His career before these unfortunate instances was quite eventful. He was awarded a scholarship

1948 - Baskett, James (1904-1948)

James Baskett, the first male African American to win an Academy Award, was born in Indianapolis, Indiana on February 16, 1904.  After high school Baskett planned to study pharmacy, but after he was offered a small part in a show in Chicago, Illinois his career path was forever changed.  Baskett continued to take small roles in Chicago plays for a time, but later he went to New York City, New York and joined the Lafayette Players Stock Company, where he stayed for many years.

Baskett first appeared on film in a feature role in Harlem is Heaven, and continued on in such films as Policy Man and Straight to Heaven.  Baskett was not confined to film and theater; he also played Gabby Gibson, a slick-talking lawyer on the popular radio program Amos n Andy.
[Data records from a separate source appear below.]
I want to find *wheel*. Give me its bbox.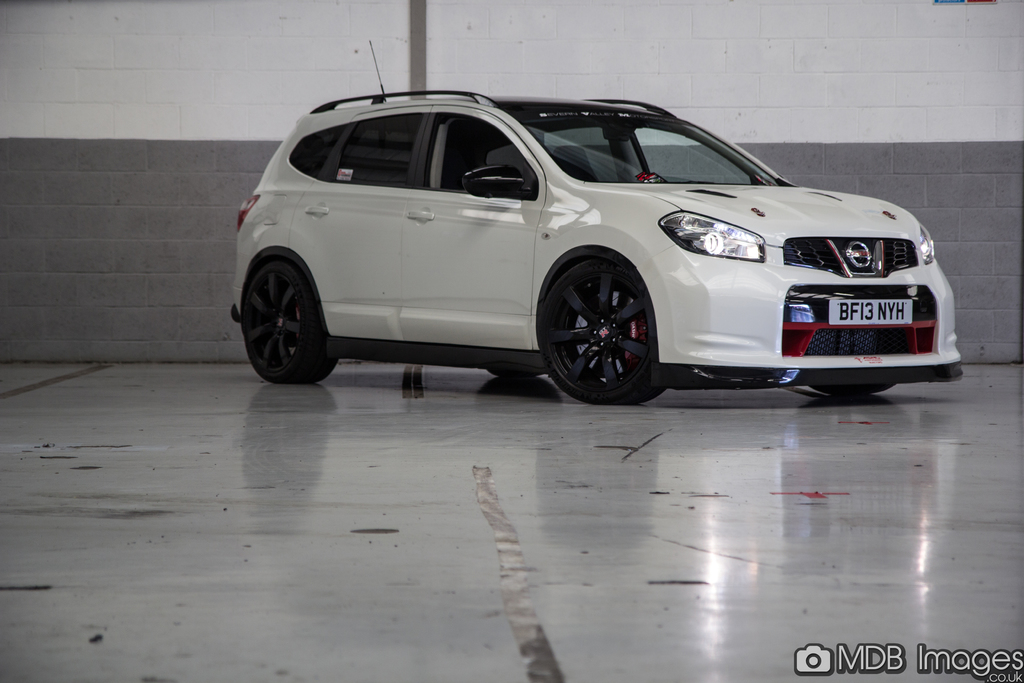
box=[532, 252, 656, 406].
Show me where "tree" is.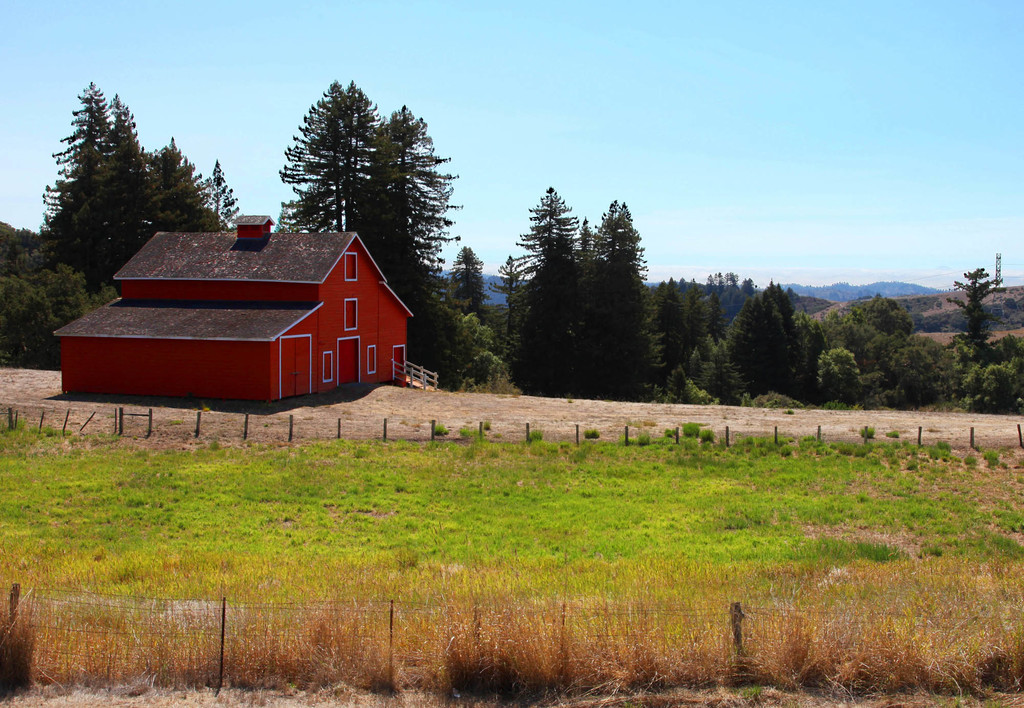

Baskett is best remembered for his portrayal of Uncle Remus in Disneys 1946 picture Song of the South.  Baskett had actually only tested earlier for a minor role, but Disney remembered him and he was asked play as Uncle Remus.  In 1947, after some lobbying by popular Hollywood columnist Hedda Hopper, Baskett was awarded a special Academy Award for his able and heartwarming characterization of Uncle Remus, friend and storyteller to the children of the world.  Yet, although the film was praised by the academy, Baskett and Disney both met with heavy criticism from many in the African American community who felt that the film was rife with racist undertones and that it encouraged harmful stereotypes.  The debate over Song of the South continues, and due to this Disney has refused to release the film on home video in the United States.  James Baskett passed away on July 9, 1948.

Edward Mapp, Americans and the Oscar (Lanham, Maryland: The Scarecrow Press, Inc, 2003); Henry T. Sampson, Blacks in Black and White: A Source Book on Black Films.  (Metuchen, N.J: The Scarecrow Press, Inc, 1995).